Suppose you wanted to know whether changing the legal drinking age, or alcohol purchase age, would affect outcomes among the cohort subject to the change. A lot of folks will reach for a Regression Discontinuity Design to compare outcomes for those who've just reached the minimum drinking age with those just under it (who are otherwise pretty similar other than a small age difference), and then claim that increasing the drinking age would reduce harms by the magnitude of that discontinuity extended over the interval, or that reducing the drinking age would similarly increase harms.
The problem with that approach is that you're identifying not just on reaching the legal age, but also on having a big birthday milestone. And you could also be picking up effects of inexperienced drinkers. Pretty hard to tell whether the RDD is really catching a drinking age effect or a mix of birthday and experience effects. Hard, that is, unless you actually have a country that changed the purchase age. Stillman and Boes showed that despite an effect showing up in RDD with the New Zealand change from 20 to 18, that effect doesn't extend to a longer term difference-in-difference analysis that tracks actual changes for the affected cohort.
I'd summarised last year:
They also make an important point on method, and I thank Steven for having explained this one to me slowly; hopefully I've understood it properly. Now recall that they found no effect of the law change on traffic accidents: changing the alcohol purchase age from 20 to 18 did not increase the accident rate among youths. Nevertheless, results from a regression discontinuity design comparing accident rates among kids just under the alcohol purchase age with those just over the alcohol purchase age shows an increase in accidents on reaching the alcohol purchase age after the law change. Why could there be an effect in RDD but not overall? Either the RDD is picking up the effect of the alcohol purchase age on the cohort of inexperienced drinkers who change their behaviour on reaching 18 and experience worsened outcomes, or it's picking up a particular changed behaviour around the time of the birthday. We would have overestimated the effects on traffic accidents for 18-19 year olds by extrapolating from the discontinuity around the 18th birthday.So - we should be wary of RDD estimates of the effects of the alcohol purchase age.
But, we only know this because New Zealand actually had the policy change so we can compare actual outcomes with those estimated by the RDD. Now, suppose you're in a country that hasn't reduced its drinking age and you want to estimate what the effect of decreasing the drinking age might be. If you ran an RDD looking at the effect of reaching the age of majority on traffic accidents, took the break around the birthday as being the effect of being able to drink, then extrapolated that effect back across the cohort of younger drinkers who would be eligible to drink under a different minimum legal drinking age, you could pretty easily be overestimating the likely effect of a real change in the alcohol purchase age. The RDD picks up the effect of reaching the legal drinking age rather than the effect that would obtain by lowering the legal drinking age.
Well, unless you have preferences over outcomes and want it to look like there's a big effect. In that case, RDD's great.
Toumbourou, Kypri, Jones and Hicki survey the literature other than Stillman's work and conclude that the drinking age should jump. Lindo and Siminski reply in a letter to the Medical Journal of Australia:
Toumbourou and colleagues argue that the Australian legal age for buying alcohol should be increased. However, they overstate their case by only citing research that supports their position, giving an impression of scientific consensus on several key issues when there is strong contrary evidence.They note the Boes and Stillman work ignored by Toumbourou et al.
Toumbourou, Kypri, Jones and Hicki's reply? That the Boes and Stillman paper can be ignored because it's not yet published.
Second case? A piece in the American Journal of Preventative Medicine, again using RDD to claim that Quebec should hike its drinking age, with zero reference to the Boes and Stillman critique.
If only econ journals published as quickly as do some other fields' journals, or, better, that some other fields took the time to get expert referees in to provide comment on technique. Hopefully this will change when the Boes and Stillman work finally comes out. I'm not all that optimistic, but hopeful.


Work instructions: Find the lines in the records below that contain "structured", and report each of them.

Saved entries
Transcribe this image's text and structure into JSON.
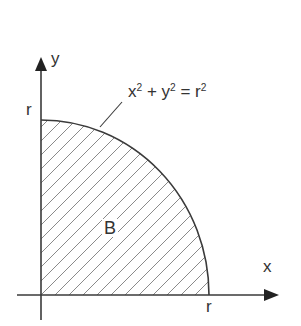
{
  "figure": {
    "type": "quarter-disk region diagram",
    "colors": {
      "line": "#3a3a3a",
      "hatch": "#8a8a8a",
      "text": "#333333",
      "background": "#ffffff"
    }
  },
  "axes": {
    "x_label": "x",
    "y_label": "y",
    "x_intercept_label": "r",
    "y_intercept_label": "r"
  },
  "region": {
    "label": "B",
    "fill": "diagonal hatching"
  },
  "curve": {
    "equation_parts": {
      "x": "x",
      "x_exp": "2",
      "plus": " + ",
      "y": "y",
      "y_exp": "2",
      "equals": " = ",
      "r": "r",
      "r_exp": "2"
    }
  }
}
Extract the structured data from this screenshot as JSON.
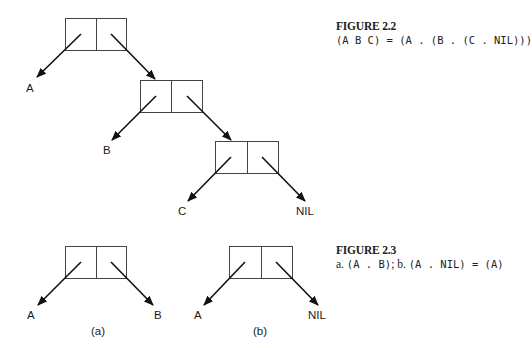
{
  "figures": [
    {
      "id": "figure-2-2",
      "title": "FIGURE 2.2",
      "caption_parts": [
        {
          "text": "(A B C) = (A . (B . (C . NIL)))",
          "style": "mono"
        }
      ]
    },
    {
      "id": "figure-2-3",
      "title": "FIGURE 2.3",
      "caption_parts": [
        {
          "text": "a. ",
          "style": "serif"
        },
        {
          "text": "(A . B)",
          "style": "mono"
        },
        {
          "text": "; b. ",
          "style": "serif"
        },
        {
          "text": "(A . NIL) = (A)",
          "style": "mono"
        }
      ]
    }
  ],
  "cons_cells": [
    {
      "name": "cons-cell-1",
      "x": 65,
      "y": 18,
      "w": 61,
      "h": 32
    },
    {
      "name": "cons-cell-2",
      "x": 140,
      "y": 80,
      "w": 62,
      "h": 32
    },
    {
      "name": "cons-cell-3",
      "x": 215,
      "y": 141,
      "w": 63,
      "h": 32
    },
    {
      "name": "cons-cell-a",
      "x": 65,
      "y": 246,
      "w": 61,
      "h": 32
    },
    {
      "name": "cons-cell-b",
      "x": 229,
      "y": 246,
      "w": 63,
      "h": 32
    }
  ],
  "pointers": [
    {
      "name": "car-pointer-1",
      "x1": 81,
      "y1": 34,
      "x2": 37,
      "y2": 77
    },
    {
      "name": "cdr-pointer-1",
      "x1": 111,
      "y1": 34,
      "x2": 155,
      "y2": 79
    },
    {
      "name": "car-pointer-2",
      "x1": 156,
      "y1": 96,
      "x2": 112,
      "y2": 140
    },
    {
      "name": "cdr-pointer-2",
      "x1": 187,
      "y1": 96,
      "x2": 231,
      "y2": 140
    },
    {
      "name": "car-pointer-3",
      "x1": 231,
      "y1": 157,
      "x2": 188,
      "y2": 201
    },
    {
      "name": "cdr-pointer-3",
      "x1": 262,
      "y1": 157,
      "x2": 305,
      "y2": 201
    },
    {
      "name": "car-pointer-a",
      "x1": 81,
      "y1": 262,
      "x2": 38,
      "y2": 305
    },
    {
      "name": "cdr-pointer-a",
      "x1": 111,
      "y1": 262,
      "x2": 153,
      "y2": 305
    },
    {
      "name": "car-pointer-b",
      "x1": 245,
      "y1": 262,
      "x2": 204,
      "y2": 305
    },
    {
      "name": "cdr-pointer-b",
      "x1": 276,
      "y1": 262,
      "x2": 318,
      "y2": 305
    }
  ],
  "labels": [
    {
      "name": "atom-label-a-top",
      "text": "A",
      "x": 26,
      "y": 92
    },
    {
      "name": "atom-label-b-top",
      "text": "B",
      "x": 103,
      "y": 154
    },
    {
      "name": "atom-label-c-top",
      "text": "C",
      "x": 178,
      "y": 215
    },
    {
      "name": "atom-label-nil-top",
      "text": "NIL",
      "x": 296,
      "y": 215
    },
    {
      "name": "atom-label-a-fig-a",
      "text": "A",
      "x": 27,
      "y": 319
    },
    {
      "name": "atom-label-b-fig-a",
      "text": "B",
      "x": 154,
      "y": 319
    },
    {
      "name": "subfigure-label-a",
      "text": "(a)",
      "x": 91,
      "y": 335
    },
    {
      "name": "atom-label-a-fig-b",
      "text": "A",
      "x": 194,
      "y": 319
    },
    {
      "name": "atom-label-nil-fig-b",
      "text": "NIL",
      "x": 308,
      "y": 319
    },
    {
      "name": "subfigure-label-b",
      "text": "(b)",
      "x": 253,
      "y": 335
    }
  ],
  "caption_positions": [
    {
      "top": 19
    },
    {
      "top": 243
    }
  ]
}
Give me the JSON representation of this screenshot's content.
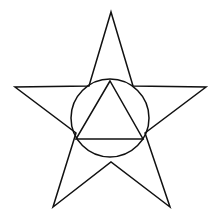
{
  "diagram": {
    "background": "#ffffff",
    "stroke_color": "#111111",
    "stroke_width": 1.5,
    "star": {
      "points": "111,12 133,86 206,87 145,133 170,207 111,162 53,207 76,133 15,87 89,86"
    },
    "circle": {
      "cx": 110,
      "cy": 118,
      "r": 39
    },
    "triangle": {
      "points": "110,81 76,139 143,139"
    }
  }
}
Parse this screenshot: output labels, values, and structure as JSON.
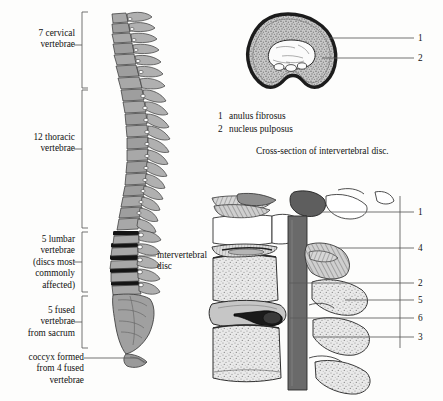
{
  "figure": {
    "background_color": "#fdfdfc",
    "ink_color": "#111111",
    "bone_gray": "#9a9a9a",
    "dark_gray": "#555555",
    "disc_black": "#141414"
  },
  "spine_labels": {
    "cervical": "7 cervical\nvertebrae",
    "thoracic": "12 thoracic\nvertebrae",
    "lumbar": "5 lumbar\nvertebrae\n(discs most\ncommonly\naffected)",
    "sacrum": "5 fused\nvertebrae\nfrom sacrum",
    "coccyx": "coccyx formed\nfrom 4 fused\nvertebrae",
    "disc": "intervertebral\ndisc"
  },
  "cross_section": {
    "caption": "Cross-section of intervertebral disc.",
    "callouts": [
      {
        "number": "1"
      },
      {
        "number": "2"
      }
    ],
    "legend": [
      {
        "number": "1",
        "term": "anulus fibrosus"
      },
      {
        "number": "2",
        "term": "nucleus pulposus"
      }
    ]
  },
  "sagittal_section": {
    "callouts": [
      {
        "number": "1"
      },
      {
        "number": "4"
      },
      {
        "number": "2"
      },
      {
        "number": "5"
      },
      {
        "number": "6"
      },
      {
        "number": "3"
      }
    ]
  }
}
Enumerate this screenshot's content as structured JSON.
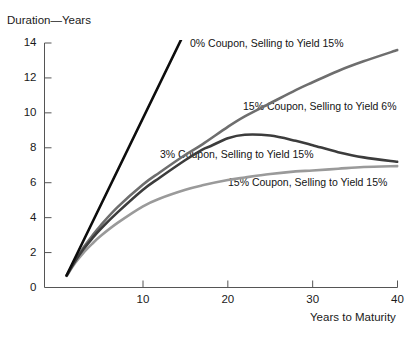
{
  "chart_data": {
    "type": "line",
    "title": "",
    "xlabel": "Years to Maturity",
    "ylabel": "Duration—Years",
    "xlim": [
      0,
      41
    ],
    "ylim": [
      0,
      14.6
    ],
    "grid": false,
    "legend_position": "inline-annotations",
    "xticks": [
      "10",
      "20",
      "30",
      "40"
    ],
    "xtick_values": [
      10,
      20,
      30,
      40
    ],
    "yticks": [
      "0",
      "2",
      "4",
      "6",
      "8",
      "10",
      "12",
      "14"
    ],
    "ytick_values": [
      0,
      2,
      4,
      6,
      8,
      10,
      12,
      14
    ],
    "x": [
      1,
      2,
      3,
      4,
      5,
      7,
      10,
      12,
      15,
      17,
      20,
      22,
      25,
      28,
      30,
      33,
      36,
      40
    ],
    "series": [
      {
        "name": "0% Coupon, Selling to Yield 15%",
        "color": "#0d0d0d",
        "width": 2.6,
        "label_x": 190,
        "label_y": 37,
        "x": [
          1,
          2,
          3,
          4,
          5,
          7,
          10,
          12,
          15,
          16
        ],
        "values": [
          0.7,
          1.7,
          2.7,
          3.7,
          4.7,
          6.7,
          9.7,
          11.7,
          14.7,
          15.7
        ],
        "values_note": "Straight line, duration equals maturity for zero coupon; drawn from (1,0.7) to (16,15.7), truncated at plot top"
      },
      {
        "name": "15% Coupon, Selling to Yield 6%",
        "color": "#6e6e6e",
        "width": 2.6,
        "label_x": 243,
        "label_y": 100,
        "x": [
          1,
          2,
          3,
          4,
          5,
          7,
          10,
          12,
          15,
          17,
          20,
          22,
          25,
          28,
          30,
          33,
          36,
          40
        ],
        "values": [
          0.68,
          1.55,
          2.3,
          2.95,
          3.55,
          4.6,
          5.9,
          6.6,
          7.6,
          8.2,
          9.2,
          9.8,
          10.55,
          11.3,
          11.75,
          12.4,
          12.95,
          13.6
        ]
      },
      {
        "name": "3% Coupon, Selling to Yield 15%",
        "color": "#3c3c3c",
        "width": 2.6,
        "label_x": 160,
        "label_y": 148,
        "x": [
          1,
          2,
          3,
          4,
          5,
          7,
          10,
          12,
          15,
          17,
          18,
          20,
          22,
          25,
          28,
          30,
          33,
          36,
          40
        ],
        "values": [
          0.68,
          1.5,
          2.2,
          2.8,
          3.35,
          4.3,
          5.6,
          6.3,
          7.3,
          7.9,
          8.1,
          8.55,
          8.75,
          8.7,
          8.4,
          8.15,
          7.75,
          7.45,
          7.2
        ]
      },
      {
        "name": "15% Coupon, Selling to Yield 15%",
        "color": "#9a9a9a",
        "width": 2.6,
        "label_x": 228,
        "label_y": 176,
        "x": [
          1,
          2,
          3,
          4,
          5,
          7,
          10,
          12,
          15,
          17,
          20,
          22,
          25,
          28,
          30,
          33,
          36,
          40
        ],
        "values": [
          0.66,
          1.4,
          2.0,
          2.5,
          2.95,
          3.7,
          4.65,
          5.1,
          5.6,
          5.85,
          6.15,
          6.3,
          6.5,
          6.65,
          6.7,
          6.8,
          6.9,
          6.95
        ]
      }
    ]
  }
}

Your response:
Extract the structured data from this screenshot as JSON.
Enumerate this screenshot's content as structured JSON.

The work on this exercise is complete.